Assahafa.com
As Morocco’s tourism boom pushes airports and city transport systems harder than ever, the trip from terminal to hotel is becoming one of the sector’s most visible pressure points.
Officials reported welcoming 36.6 million passengers in 2025 alone, putting more pressure on the “last mile” experience between airports and city centers.
The country is in the middle of a major airport expansion drive tied to its 2030 World Cup preparations and wider tourism ambitions, with passenger capacity set to rise to 80 million by the end of the decade from around 38 million currently. Morocco welcomed nearly 20 million tourists last year, while airport traffic and new air routes continue to grow.
But while infrastructure is scaling up, the transportation part remains less predictable. For many visitors, especially in major hubs like Casablanca and Marrakech, airport transfers still come with familiar friction such as fare bargaining, uneven meter use, language barriers, and limited traceability when belongings are left behind.
The ride-hailing market has also remained fragmented, with apps like Uber exiting and later returning.
At the same time, services such as inDrive and Heetch continue to operate in a legal gray area, leaving drivers vulnerable to fines or service suspensions while passengers often take rides without clear guarantees around insurance, accountability, or what happens if a dispute or safety issue arises.
This gap between rising tourism volumes and inconsistent ground transport has opened space for more targeted fixes.
One of those is WeTaxi, an airport-focused service developed by Marrakech startup Tripass that aims to standardize transfers through fixed fares paid before passengers enter the vehicle.
The system uses smart counters and prepayment kiosks installed inside airports, allowing travelers to pay a publicly displayed rate at the terminal rather than negotiate curbside.
According to the company, the service has now handled more than 2.1 million passenger trips since launch. It says the prepayment model has resulted in zero fare disputes so far, while trip traceability tools helped return 2,341 lost items. The platform also reports an average passenger rating of 4.3 out of 5.
Tripass says the driver side of the model includes real-time ride management, training support, and digital wallets that connect taxi professionals to formal financial services, part of a wider push to modernize how Morocco’s tourism mobility chain works as visitor numbers keep climbing.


> ABOUT THIS EXERCISE:
Without adding or dropping anything, copy the entries below.
[GIVEN DATA — start]
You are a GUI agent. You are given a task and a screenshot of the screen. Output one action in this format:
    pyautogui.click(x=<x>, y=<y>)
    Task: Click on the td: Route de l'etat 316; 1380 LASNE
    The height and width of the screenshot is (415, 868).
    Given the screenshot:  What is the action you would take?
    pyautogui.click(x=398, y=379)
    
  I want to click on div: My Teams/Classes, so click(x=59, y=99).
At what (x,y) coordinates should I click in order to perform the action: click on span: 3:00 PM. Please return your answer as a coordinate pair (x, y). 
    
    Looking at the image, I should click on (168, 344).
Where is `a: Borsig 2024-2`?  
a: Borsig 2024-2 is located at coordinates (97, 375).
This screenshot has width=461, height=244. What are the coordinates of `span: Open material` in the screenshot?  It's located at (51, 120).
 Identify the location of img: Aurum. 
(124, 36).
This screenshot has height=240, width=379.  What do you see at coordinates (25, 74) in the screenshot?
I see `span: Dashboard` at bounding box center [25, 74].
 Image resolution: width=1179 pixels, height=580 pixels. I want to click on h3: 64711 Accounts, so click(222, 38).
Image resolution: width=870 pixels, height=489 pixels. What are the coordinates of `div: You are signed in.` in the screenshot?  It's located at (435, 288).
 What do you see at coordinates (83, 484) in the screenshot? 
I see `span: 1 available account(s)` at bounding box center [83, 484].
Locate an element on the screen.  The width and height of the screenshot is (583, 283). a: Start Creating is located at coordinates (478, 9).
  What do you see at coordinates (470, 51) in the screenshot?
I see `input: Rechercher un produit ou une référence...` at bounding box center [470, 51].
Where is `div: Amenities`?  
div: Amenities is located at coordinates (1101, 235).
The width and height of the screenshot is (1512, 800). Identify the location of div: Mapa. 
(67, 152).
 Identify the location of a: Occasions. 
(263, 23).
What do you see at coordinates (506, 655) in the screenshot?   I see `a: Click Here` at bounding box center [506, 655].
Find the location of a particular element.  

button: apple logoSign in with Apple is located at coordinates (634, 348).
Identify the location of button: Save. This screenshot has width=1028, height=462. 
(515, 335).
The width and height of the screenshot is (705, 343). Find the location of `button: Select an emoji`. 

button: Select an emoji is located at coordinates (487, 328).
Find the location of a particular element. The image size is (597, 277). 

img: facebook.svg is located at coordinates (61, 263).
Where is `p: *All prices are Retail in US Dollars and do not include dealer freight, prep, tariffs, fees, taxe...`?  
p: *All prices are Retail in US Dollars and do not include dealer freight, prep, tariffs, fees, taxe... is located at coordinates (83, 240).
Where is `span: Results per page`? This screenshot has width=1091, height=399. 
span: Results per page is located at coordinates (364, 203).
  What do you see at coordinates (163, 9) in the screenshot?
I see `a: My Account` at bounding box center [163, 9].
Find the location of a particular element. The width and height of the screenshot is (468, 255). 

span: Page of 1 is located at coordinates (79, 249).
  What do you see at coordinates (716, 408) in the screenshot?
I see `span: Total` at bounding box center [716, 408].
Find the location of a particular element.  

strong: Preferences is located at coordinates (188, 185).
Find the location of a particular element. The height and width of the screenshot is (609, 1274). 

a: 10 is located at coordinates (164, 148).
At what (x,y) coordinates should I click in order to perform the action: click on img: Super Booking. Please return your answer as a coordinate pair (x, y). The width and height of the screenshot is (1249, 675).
[GIVEN DATA — finish]
> RESULT OF THIS EXERCISE:
You are a GUI agent. You are given a task and a screenshot of the screen. Output one action in this format:
    pyautogui.click(x=<x>, y=<y>)
    Task: Click on the td: Route de l'etat 316; 1380 LASNE
    The height and width of the screenshot is (415, 868).
    Given the screenshot:  What is the action you would take?
    pyautogui.click(x=398, y=379)
    
  I want to click on div: My Teams/Classes, so click(x=59, y=99).
At what (x,y) coordinates should I click in order to perform the action: click on span: 3:00 PM. Please return your answer as a coordinate pair (x, y). 
    
    Looking at the image, I should click on (168, 344).
Where is `a: Borsig 2024-2`?  
a: Borsig 2024-2 is located at coordinates (97, 375).
This screenshot has width=461, height=244. What are the coordinates of `span: Open material` in the screenshot?  It's located at (51, 120).
 Identify the location of img: Aurum. 
(124, 36).
This screenshot has height=240, width=379.  What do you see at coordinates (25, 74) in the screenshot?
I see `span: Dashboard` at bounding box center [25, 74].
 Image resolution: width=1179 pixels, height=580 pixels. I want to click on h3: 64711 Accounts, so click(222, 38).
Image resolution: width=870 pixels, height=489 pixels. What are the coordinates of `div: You are signed in.` in the screenshot?  It's located at (435, 288).
 What do you see at coordinates (83, 484) in the screenshot? 
I see `span: 1 available account(s)` at bounding box center [83, 484].
Locate an element on the screen.  The width and height of the screenshot is (583, 283). a: Start Creating is located at coordinates (478, 9).
  What do you see at coordinates (470, 51) in the screenshot?
I see `input: Rechercher un produit ou une référence...` at bounding box center [470, 51].
Where is `div: Amenities`?  
div: Amenities is located at coordinates (1101, 235).
The width and height of the screenshot is (1512, 800). Identify the location of div: Mapa. 
(67, 152).
 Identify the location of a: Occasions. 
(263, 23).
What do you see at coordinates (506, 655) in the screenshot?   I see `a: Click Here` at bounding box center [506, 655].
Find the location of a particular element.  

button: apple logoSign in with Apple is located at coordinates (634, 348).
Identify the location of button: Save. This screenshot has width=1028, height=462. 
(515, 335).
The width and height of the screenshot is (705, 343). Find the location of `button: Select an emoji`. 

button: Select an emoji is located at coordinates (487, 328).
Find the location of a particular element. The image size is (597, 277). 

img: facebook.svg is located at coordinates (61, 263).
Where is `p: *All prices are Retail in US Dollars and do not include dealer freight, prep, tariffs, fees, taxe...`?  
p: *All prices are Retail in US Dollars and do not include dealer freight, prep, tariffs, fees, taxe... is located at coordinates (83, 240).
Where is `span: Results per page`? This screenshot has width=1091, height=399. 
span: Results per page is located at coordinates (364, 203).
  What do you see at coordinates (163, 9) in the screenshot?
I see `a: My Account` at bounding box center [163, 9].
Find the location of a particular element. The width and height of the screenshot is (468, 255). 

span: Page of 1 is located at coordinates (79, 249).
  What do you see at coordinates (716, 408) in the screenshot?
I see `span: Total` at bounding box center [716, 408].
Find the location of a particular element.  

strong: Preferences is located at coordinates (188, 185).
Find the location of a particular element. The height and width of the screenshot is (609, 1274). 

a: 10 is located at coordinates (164, 148).
At what (x,y) coordinates should I click in order to perform the action: click on img: Super Booking. Please return your answer as a coordinate pair (x, y). The width and height of the screenshot is (1249, 675).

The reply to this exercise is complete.